Excerpt:
Newt Gingrich's ardent admiration for Franklin Delano Roosevelt owes more to the latter's unflinching wartime leadership than his welfare-state policy prescriptions. This week, though, the former Speaker is also undoubtedly in accord with FDR's aphorism, "I ask you to judge me by the enemies I have made." To his great credit, Newt has made an enemy of CAIR.
The Council on American-Islamic Relations, that is. The nation's best known cheerleader for radical Islam — or, as Fox News compliantly puts it, "the largest Muslim civil liberties group in the United States" — has issued a blistering press release that labels Gingrich "one of the nation's worst promoters of anti-Muslim bigotry." The occasion for this outburst is the imminent Republican primary in South Carolina.

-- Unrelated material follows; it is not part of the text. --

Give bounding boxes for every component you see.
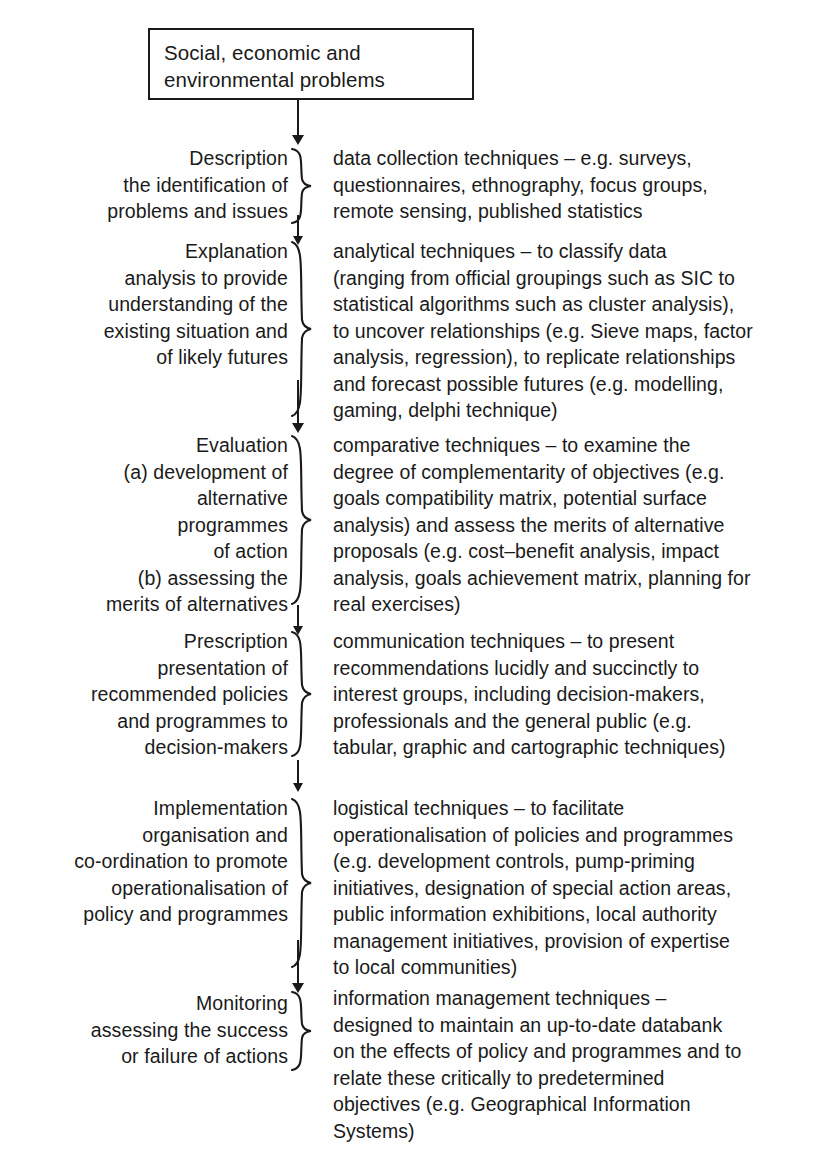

Asked at a campaign appearance whether he'd ever consider endorsing a Muslim for president, Gingrich sensibly answered that he would not rule it out — "it would depend on whether [the hypothetical Muslim candidate] would commit in public to give up sharia." Naturally, the usual suspects are in full fury, with CAIR the loudest among them. They've trotted out the rote response, dutifully echoed by Fox, that sharia, Islam's legal code, is simply a set of spiritual guidelines — one that, in CAIR's portrayal, "teaches marital fidelity, generous charity, and a thirst for knowledge."